Joan Didion’s apartment just won’t sell

The property Didion shared with her husband and daughter is up for sale, but unlike her auction, fans aren’t frenzied over the pricey listing.

Not too long ago, author and critic Joan Didion’s estate was up for grabs, including her personal belongings and her wardrobe. We are talking about a premium auction hosted at the Stair Galleries, with iconic items like her Celine sunnies that sold for a whopping $27,000. This time around, Didion’s apartment is up for grabs – an 11-room place on the Upper East Side. However, the frenzy that surrounded her assorted items hasn’t translated into her real estate, and the living quarters are left empty with little to no offers.

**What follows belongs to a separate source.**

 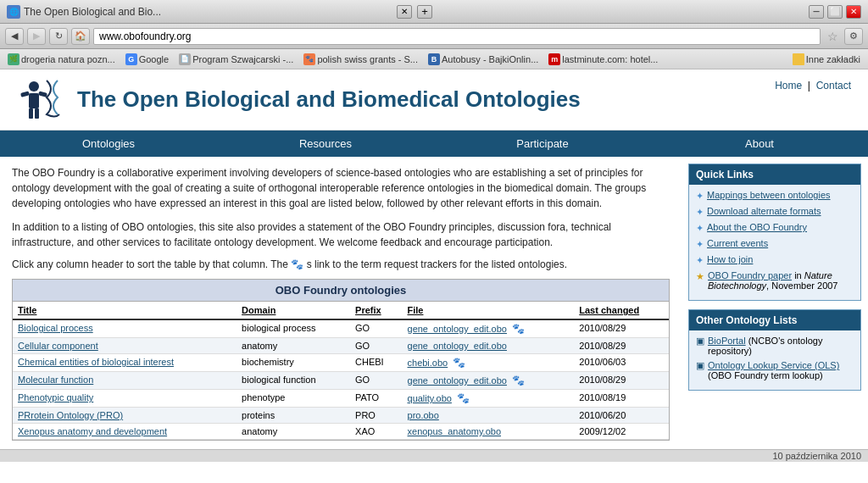 I want to click on home-btn: 🏠, so click(x=81, y=36).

The four-bedroom, four-and-a-half-bath apartment was put on the market in late January for $7.5 million and has now been slashed down with a one million dollar price cut. The New York Post reported that the cut may have been taken down due to the other sales in the building, which were considerably lower. 

The influential ‘Goodbye to All That’ writer died inside the apartment in December 2021 following a battle with Parkinson’s disease. At the age of 87, she outlived both her immediate family members, including her daughter Quintana Roo Dunne who passed in 2005, and her husband John Gregory Dunne in 2003. Dunne also passed away on the property, which prompted his wife to write a memoir on her grief called ‘The Year of Magical Thinking’. They purchased the place in 1988 and it became their primary residence. 

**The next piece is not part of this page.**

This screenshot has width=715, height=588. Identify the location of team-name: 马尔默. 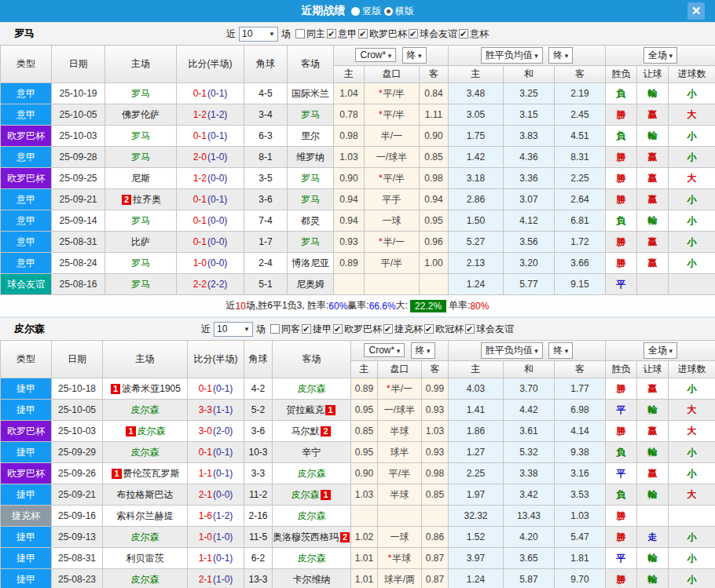
(305, 431).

Now, the place is listed at $6.5 million, with the East 71st Street location right across from Central Park in a spacious pre-war building. The living room boasts a library and wood-burning fireplace, with little blue built-in bookshelves and mint-condition herringbone flooring. It would seem that the initial price, despite its extensive history, was too much, and the dated kitchen, for example, was a sacrifice when it came to more functional kitchens on the market. 

Here we see that even Didion isn’t exempt from the current housing market situation, and this one-million-dollar price cut may be the way to push through her property once and for all. Requiring extensive renovation, the New York estate climate means that this type of apartment would need a lump sum of money put into it, which alongside the original asking price, isn’t an easy sell. 

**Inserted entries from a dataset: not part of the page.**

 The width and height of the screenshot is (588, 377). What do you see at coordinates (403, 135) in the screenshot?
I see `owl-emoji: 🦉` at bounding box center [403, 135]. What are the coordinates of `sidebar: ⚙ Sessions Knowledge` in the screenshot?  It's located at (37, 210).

The listing is held by Serena Boardman of Sotheby’s International Realty, and when it first hit the market, was hot on the heels of the auction, so the hype was still rather fresh. But maybe the likes of an $11,000 dictionary had exhausted fans of their betting, and this type of sale was too soon. When Didion and her husband Dunne initially heard of the apartment, they too refused to look at the place for fear the price was too high. When Wall Street crashed, however, and four price cuts took their toll, the couple eventually bought it. They were won, according to the L.A Times, by the church next door, and the fact that no one could build anything new on the site. Hopefully this time, it won’t take that many price cuts to sell the iconic place, and the prestigious limestone building will be bought up by an upcoming writer like Didion herself.